Back ] Home ] Next ]

292

 

PHOTOGRAPHY: STUDY AND ANALYSIS

          Nightwalk: Eva sprawls

Nightwalk: Eva scaredUsually Brandt avoided having his subjects look directly at the camera, and he had a wonderful rapport with children as subjects, but here he seems to have wanted to make the children self-conscious: they appear already captive to a precocious sense of duty. The contrast between them and the street children seems to speak for itself; yet what did it mean that these solemn party-goers were Brandt's little cousins and their friends? Was he observing English children, or judging them? From 1936 until the outbreak of war, Brandt's work took on a steadily darker tinge, reflecting both the political disasters of the times and the shadows over his personal life. (His wife's health was weak, and she spent increasing amounts of time convalescing in Switzerland and France.) In the late 1930s, not even someone so intensely private as Brandt could escape politics. In France, the formation of a Popular Front in June 1936 was a belated response to the rise of fascism. A month later, General Franco rebelled against the republic to begin the Spanish civil war. Brandt accepted a duty to turn his camera towards scenes of injustice, though he insisted on showing the sufferings of the Depression in his own distinctive way. Brandt had made a brief trip to south Wales in 1935, but that was his only foray into industrial Britain until the Jarrow marchers against unemployment arrived in London on November 8, 1936. They inspired Brandt to go and see the conditions that had driven them to walk 300 miles to the capital.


→ **Assignment**:
Show each line of the listing in which the word "electrotherapy" occurs.

→ **The data**:
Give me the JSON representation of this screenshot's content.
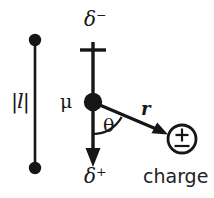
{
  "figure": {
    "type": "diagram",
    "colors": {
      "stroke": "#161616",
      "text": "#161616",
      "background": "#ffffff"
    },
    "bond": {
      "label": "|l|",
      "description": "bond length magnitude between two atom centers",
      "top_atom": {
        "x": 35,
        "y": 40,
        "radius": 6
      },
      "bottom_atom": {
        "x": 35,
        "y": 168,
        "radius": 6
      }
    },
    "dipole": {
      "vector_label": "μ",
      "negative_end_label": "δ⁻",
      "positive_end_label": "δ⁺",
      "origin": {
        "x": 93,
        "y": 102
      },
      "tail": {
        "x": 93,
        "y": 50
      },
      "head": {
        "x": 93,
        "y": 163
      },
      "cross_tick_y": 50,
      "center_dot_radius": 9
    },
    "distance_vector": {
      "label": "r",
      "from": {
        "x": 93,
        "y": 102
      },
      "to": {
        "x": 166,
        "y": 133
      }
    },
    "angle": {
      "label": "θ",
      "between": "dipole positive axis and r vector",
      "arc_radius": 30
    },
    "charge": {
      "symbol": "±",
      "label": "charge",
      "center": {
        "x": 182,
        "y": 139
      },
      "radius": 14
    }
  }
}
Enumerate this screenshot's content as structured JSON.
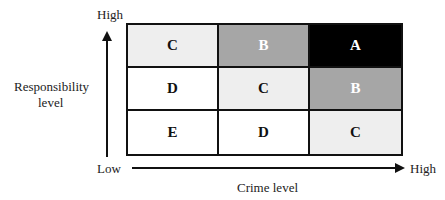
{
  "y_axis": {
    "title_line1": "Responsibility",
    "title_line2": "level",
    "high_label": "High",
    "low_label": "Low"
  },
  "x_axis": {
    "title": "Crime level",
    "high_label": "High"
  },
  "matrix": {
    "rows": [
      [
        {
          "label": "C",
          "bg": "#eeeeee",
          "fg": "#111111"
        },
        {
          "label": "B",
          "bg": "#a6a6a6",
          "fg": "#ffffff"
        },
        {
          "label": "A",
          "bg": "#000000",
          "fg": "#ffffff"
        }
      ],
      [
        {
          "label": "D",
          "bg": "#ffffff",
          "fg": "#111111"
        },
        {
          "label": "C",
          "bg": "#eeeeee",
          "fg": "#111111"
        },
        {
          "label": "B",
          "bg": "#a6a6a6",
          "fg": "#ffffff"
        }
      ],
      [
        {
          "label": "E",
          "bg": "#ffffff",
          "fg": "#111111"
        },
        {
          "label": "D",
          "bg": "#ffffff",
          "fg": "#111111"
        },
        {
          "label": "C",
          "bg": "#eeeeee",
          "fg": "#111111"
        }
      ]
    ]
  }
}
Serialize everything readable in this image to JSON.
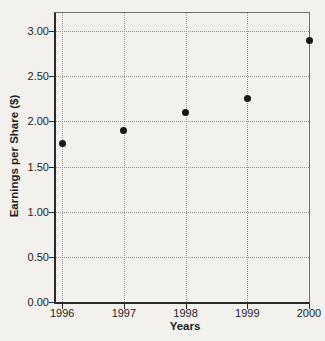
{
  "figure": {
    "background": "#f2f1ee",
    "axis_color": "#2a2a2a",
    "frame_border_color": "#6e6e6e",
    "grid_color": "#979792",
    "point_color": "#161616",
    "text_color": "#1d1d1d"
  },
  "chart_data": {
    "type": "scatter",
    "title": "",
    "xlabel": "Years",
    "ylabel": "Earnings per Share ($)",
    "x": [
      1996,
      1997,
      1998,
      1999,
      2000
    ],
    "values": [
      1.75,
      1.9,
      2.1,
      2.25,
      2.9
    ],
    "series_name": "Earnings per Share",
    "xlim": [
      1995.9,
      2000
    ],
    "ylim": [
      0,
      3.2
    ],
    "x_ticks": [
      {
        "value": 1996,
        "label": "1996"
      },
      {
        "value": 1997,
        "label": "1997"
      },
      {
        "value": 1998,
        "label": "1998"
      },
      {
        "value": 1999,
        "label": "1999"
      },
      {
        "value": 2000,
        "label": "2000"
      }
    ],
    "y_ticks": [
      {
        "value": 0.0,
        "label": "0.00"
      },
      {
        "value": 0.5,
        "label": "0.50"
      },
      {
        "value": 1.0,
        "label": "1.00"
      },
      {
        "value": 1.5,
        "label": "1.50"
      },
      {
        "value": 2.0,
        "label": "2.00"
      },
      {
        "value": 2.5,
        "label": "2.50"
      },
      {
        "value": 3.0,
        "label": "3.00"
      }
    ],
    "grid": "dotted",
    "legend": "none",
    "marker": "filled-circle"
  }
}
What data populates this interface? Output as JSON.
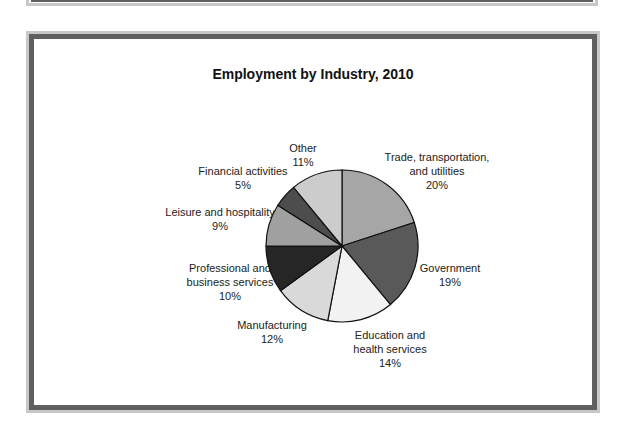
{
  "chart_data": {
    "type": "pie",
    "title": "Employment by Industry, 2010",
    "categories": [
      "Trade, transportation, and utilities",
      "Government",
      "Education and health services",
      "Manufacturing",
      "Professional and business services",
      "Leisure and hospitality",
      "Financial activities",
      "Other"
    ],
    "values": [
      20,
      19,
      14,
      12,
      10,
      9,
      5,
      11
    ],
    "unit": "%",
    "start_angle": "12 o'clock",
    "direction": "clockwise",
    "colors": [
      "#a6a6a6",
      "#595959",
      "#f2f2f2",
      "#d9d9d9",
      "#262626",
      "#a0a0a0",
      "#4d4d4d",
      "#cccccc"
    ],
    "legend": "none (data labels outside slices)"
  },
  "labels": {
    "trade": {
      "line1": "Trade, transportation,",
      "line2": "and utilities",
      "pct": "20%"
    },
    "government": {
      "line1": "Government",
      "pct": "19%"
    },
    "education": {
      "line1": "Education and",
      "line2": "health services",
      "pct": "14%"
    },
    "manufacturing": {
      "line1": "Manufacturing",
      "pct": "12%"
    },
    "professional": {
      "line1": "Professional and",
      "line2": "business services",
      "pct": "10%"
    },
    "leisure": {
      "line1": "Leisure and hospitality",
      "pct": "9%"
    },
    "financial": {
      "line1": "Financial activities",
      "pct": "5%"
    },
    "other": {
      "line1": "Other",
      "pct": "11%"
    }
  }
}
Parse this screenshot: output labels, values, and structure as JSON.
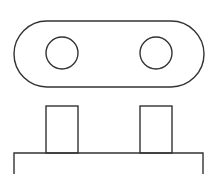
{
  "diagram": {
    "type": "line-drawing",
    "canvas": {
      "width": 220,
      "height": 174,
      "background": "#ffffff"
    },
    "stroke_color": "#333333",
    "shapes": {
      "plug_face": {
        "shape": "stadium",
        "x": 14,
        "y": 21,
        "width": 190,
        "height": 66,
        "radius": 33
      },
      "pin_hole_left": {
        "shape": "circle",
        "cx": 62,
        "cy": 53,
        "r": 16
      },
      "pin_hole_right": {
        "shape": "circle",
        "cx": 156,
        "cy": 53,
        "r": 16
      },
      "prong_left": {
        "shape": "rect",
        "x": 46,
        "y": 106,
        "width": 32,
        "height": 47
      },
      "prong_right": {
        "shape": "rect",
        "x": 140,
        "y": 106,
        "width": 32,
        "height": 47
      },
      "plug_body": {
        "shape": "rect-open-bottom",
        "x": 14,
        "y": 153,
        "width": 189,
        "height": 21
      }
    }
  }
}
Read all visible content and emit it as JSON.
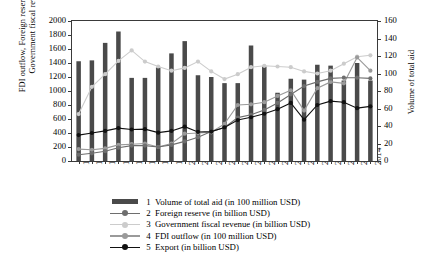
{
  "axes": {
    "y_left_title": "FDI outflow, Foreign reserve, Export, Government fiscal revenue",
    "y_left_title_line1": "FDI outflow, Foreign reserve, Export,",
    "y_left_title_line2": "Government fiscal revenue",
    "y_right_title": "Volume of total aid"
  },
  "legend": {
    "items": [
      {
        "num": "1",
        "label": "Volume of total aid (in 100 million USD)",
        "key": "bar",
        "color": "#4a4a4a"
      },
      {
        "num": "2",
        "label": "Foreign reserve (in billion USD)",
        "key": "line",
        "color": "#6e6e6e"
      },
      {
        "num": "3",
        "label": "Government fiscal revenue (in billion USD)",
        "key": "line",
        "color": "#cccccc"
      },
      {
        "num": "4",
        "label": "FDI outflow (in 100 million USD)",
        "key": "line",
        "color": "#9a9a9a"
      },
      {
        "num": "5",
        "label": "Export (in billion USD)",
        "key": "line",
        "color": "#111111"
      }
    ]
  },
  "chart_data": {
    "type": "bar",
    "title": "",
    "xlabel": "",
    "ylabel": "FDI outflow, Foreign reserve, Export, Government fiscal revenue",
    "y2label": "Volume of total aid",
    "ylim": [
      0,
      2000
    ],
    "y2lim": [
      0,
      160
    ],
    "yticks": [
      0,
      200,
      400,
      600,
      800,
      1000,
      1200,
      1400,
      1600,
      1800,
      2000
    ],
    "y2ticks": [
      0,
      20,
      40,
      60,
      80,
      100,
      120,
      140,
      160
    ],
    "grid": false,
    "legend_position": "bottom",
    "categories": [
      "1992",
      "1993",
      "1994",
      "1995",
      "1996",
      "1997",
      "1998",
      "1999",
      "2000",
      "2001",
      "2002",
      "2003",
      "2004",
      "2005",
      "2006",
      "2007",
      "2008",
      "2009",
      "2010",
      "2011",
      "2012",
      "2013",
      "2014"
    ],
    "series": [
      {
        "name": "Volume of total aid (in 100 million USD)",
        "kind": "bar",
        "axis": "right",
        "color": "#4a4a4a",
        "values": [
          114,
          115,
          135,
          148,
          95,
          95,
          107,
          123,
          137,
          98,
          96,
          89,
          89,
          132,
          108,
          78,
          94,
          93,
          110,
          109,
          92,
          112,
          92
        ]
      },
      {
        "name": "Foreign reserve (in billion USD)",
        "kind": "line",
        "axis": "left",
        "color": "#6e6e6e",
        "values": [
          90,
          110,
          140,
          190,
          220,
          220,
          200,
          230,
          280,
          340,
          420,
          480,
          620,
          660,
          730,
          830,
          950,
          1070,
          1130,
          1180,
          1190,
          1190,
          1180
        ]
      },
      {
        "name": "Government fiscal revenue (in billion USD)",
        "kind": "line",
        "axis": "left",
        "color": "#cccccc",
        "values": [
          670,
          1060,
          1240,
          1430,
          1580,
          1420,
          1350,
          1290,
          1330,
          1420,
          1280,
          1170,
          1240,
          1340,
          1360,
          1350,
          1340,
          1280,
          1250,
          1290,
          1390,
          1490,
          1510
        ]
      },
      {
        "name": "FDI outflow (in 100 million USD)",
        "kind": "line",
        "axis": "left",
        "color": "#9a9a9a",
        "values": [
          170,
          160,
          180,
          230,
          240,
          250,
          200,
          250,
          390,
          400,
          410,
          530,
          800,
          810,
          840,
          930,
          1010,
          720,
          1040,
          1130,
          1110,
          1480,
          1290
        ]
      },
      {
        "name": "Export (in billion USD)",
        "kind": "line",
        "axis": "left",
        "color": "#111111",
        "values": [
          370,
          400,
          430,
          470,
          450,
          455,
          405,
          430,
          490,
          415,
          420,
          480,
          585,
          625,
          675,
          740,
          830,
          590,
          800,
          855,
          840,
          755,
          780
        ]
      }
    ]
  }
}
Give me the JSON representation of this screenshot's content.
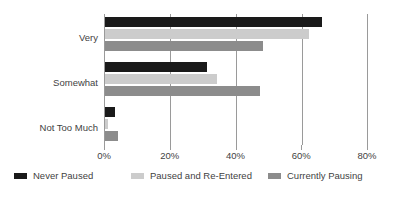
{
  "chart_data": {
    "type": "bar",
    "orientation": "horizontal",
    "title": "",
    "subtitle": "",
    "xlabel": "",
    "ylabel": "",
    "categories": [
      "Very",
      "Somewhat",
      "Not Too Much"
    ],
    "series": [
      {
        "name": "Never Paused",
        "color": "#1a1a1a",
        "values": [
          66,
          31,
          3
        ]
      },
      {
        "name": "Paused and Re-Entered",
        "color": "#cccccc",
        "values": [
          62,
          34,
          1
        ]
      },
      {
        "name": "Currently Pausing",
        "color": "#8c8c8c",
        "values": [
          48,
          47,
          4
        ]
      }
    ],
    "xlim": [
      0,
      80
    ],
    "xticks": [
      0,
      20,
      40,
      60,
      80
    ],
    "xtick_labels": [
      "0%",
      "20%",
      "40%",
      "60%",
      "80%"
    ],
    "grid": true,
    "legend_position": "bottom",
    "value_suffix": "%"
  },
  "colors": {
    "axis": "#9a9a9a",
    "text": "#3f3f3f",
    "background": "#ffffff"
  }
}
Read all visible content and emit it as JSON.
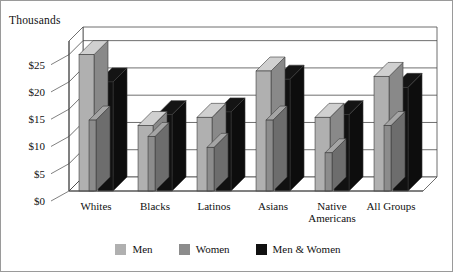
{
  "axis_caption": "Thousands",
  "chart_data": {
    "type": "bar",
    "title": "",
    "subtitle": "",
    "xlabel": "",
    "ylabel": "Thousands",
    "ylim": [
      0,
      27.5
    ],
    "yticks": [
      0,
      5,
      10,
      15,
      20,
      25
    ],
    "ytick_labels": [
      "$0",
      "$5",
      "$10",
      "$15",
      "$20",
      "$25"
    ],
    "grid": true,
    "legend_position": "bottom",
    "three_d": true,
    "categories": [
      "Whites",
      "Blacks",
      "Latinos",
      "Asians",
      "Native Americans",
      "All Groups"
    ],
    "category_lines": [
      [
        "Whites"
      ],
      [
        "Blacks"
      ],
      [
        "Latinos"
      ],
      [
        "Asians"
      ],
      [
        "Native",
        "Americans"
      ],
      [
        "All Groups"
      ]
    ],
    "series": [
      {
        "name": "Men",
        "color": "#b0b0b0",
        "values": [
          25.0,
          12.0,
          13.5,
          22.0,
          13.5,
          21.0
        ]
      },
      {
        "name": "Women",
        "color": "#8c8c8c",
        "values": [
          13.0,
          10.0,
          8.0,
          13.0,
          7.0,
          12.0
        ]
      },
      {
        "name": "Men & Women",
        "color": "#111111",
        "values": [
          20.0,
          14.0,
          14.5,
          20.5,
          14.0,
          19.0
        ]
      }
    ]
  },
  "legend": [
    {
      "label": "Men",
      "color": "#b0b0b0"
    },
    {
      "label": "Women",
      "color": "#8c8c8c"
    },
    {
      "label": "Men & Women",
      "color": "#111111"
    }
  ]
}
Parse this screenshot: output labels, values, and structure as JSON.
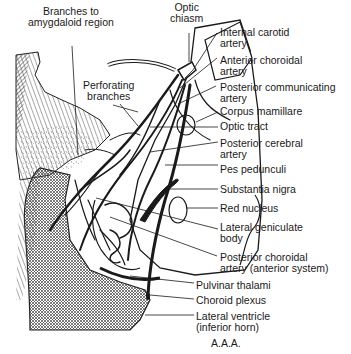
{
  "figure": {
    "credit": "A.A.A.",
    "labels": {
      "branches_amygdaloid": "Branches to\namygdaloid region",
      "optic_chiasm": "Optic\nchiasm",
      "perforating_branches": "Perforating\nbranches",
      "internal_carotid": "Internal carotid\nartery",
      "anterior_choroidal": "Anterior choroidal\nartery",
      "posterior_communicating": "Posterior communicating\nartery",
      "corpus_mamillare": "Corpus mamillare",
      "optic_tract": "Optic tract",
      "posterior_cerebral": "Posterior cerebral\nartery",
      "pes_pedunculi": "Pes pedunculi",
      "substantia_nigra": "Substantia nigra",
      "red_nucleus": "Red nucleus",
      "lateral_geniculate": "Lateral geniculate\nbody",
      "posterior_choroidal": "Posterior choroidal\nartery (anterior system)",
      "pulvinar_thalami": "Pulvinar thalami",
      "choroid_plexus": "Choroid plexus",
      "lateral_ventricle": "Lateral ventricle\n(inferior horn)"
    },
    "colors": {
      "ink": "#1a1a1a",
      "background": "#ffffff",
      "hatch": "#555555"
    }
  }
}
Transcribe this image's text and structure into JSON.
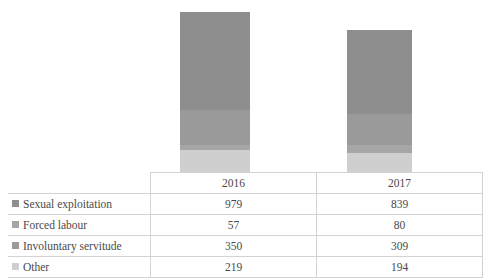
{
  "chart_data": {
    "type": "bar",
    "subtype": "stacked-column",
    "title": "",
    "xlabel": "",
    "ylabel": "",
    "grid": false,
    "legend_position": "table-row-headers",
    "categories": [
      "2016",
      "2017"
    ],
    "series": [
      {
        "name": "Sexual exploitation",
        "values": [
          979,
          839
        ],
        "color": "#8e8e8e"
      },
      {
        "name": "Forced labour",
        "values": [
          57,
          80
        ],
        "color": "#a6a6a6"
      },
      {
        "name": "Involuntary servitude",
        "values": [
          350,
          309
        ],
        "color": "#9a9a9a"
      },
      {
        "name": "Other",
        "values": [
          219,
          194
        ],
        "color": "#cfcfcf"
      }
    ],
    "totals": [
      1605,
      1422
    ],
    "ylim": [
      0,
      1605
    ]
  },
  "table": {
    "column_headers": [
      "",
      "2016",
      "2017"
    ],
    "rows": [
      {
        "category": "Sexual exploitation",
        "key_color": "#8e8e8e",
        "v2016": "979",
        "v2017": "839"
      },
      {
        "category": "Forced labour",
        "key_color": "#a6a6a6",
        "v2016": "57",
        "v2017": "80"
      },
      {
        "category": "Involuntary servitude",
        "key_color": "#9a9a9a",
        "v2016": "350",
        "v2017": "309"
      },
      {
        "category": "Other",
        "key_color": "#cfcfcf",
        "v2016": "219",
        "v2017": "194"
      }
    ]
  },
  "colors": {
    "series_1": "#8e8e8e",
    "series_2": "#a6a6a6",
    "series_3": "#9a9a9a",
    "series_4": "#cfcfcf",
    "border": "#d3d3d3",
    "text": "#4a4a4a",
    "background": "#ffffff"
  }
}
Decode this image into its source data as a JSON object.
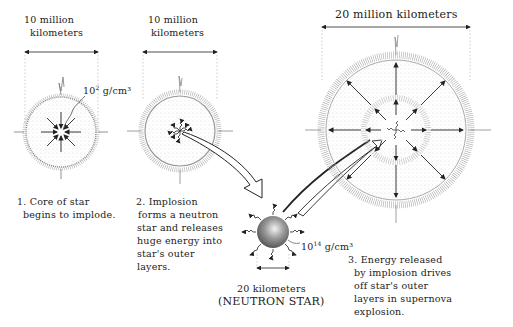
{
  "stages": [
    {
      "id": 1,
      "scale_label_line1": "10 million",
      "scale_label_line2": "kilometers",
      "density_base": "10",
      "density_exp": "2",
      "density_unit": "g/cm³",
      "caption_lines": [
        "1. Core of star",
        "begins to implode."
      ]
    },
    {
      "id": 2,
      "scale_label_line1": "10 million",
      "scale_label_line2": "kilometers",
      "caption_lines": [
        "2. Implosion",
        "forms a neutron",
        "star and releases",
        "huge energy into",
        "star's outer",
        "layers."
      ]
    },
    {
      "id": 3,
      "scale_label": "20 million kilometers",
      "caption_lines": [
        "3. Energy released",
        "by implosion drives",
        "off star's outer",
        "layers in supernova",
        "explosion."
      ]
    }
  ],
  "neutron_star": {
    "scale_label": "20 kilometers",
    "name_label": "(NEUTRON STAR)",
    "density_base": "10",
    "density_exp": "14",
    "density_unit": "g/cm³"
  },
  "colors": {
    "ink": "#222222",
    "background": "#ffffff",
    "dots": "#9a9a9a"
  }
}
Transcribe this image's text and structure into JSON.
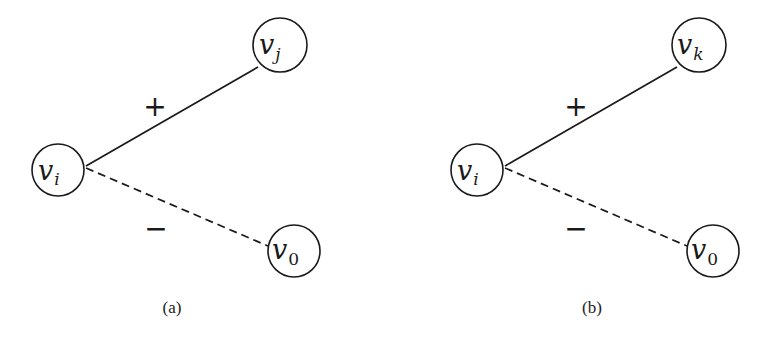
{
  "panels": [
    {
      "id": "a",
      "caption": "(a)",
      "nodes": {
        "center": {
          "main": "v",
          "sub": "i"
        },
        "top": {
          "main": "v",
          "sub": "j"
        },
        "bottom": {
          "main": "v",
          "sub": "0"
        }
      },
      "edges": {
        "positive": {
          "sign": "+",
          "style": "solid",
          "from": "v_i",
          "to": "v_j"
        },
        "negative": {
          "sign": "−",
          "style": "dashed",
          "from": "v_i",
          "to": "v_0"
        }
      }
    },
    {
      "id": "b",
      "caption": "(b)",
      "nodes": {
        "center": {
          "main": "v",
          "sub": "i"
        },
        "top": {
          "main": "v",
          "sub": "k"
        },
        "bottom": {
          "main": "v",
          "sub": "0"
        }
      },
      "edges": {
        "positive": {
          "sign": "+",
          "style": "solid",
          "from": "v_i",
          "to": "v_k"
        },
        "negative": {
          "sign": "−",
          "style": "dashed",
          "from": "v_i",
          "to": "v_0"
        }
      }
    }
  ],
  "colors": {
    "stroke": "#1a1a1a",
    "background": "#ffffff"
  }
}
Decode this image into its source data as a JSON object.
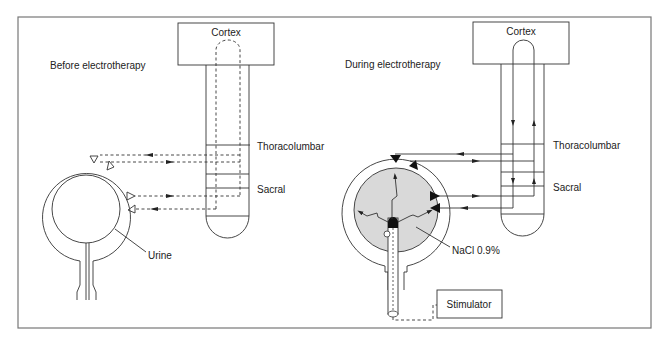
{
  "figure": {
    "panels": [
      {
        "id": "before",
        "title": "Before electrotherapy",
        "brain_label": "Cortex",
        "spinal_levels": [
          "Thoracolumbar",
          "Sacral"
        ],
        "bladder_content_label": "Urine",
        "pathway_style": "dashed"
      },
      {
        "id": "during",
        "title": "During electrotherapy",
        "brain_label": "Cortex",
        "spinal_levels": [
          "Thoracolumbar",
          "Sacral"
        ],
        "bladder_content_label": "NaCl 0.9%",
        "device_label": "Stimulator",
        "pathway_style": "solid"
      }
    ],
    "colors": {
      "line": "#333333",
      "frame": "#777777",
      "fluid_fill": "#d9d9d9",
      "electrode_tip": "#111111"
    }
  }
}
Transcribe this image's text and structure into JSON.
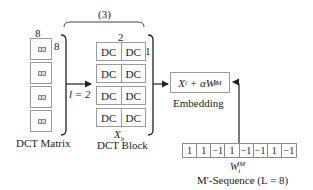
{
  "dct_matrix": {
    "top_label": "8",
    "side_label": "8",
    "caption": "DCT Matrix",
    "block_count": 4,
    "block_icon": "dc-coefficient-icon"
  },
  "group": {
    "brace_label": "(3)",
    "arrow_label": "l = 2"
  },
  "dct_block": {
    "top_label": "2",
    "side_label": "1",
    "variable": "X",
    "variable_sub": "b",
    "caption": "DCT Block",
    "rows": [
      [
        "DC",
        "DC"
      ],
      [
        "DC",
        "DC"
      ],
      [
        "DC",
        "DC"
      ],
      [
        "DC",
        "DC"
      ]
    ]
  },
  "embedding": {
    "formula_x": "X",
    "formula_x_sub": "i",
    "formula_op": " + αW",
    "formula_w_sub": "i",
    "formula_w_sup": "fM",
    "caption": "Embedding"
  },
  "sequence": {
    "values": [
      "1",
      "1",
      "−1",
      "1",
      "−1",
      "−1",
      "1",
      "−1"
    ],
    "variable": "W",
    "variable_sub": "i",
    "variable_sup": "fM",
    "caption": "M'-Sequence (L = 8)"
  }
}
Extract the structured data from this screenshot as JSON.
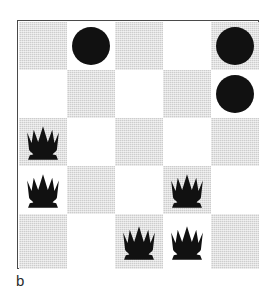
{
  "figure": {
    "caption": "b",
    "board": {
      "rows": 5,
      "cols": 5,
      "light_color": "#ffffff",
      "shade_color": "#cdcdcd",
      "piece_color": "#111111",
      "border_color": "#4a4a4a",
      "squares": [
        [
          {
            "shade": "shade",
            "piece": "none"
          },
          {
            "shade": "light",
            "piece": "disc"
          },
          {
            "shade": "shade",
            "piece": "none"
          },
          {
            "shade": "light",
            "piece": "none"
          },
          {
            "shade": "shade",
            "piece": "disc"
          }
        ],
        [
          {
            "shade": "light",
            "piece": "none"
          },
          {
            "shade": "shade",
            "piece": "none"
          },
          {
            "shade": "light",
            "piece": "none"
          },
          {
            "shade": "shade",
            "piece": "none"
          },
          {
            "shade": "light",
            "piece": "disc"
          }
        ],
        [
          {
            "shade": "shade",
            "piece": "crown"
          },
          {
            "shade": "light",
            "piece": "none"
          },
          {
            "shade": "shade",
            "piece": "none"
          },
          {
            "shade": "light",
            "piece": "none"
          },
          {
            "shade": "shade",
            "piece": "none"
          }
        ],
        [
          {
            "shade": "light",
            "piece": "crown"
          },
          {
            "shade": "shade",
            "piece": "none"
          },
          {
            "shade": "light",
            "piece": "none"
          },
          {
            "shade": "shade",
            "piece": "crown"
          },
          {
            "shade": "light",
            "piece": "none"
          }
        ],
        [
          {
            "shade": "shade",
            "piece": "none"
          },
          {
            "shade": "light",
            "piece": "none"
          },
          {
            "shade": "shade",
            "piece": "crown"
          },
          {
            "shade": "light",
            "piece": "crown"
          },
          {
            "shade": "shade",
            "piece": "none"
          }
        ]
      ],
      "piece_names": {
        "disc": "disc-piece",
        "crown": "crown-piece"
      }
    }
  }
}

→ **Solution to this task**:
        "title": "Before electrotherapy",
        "title": "During electrotherapy",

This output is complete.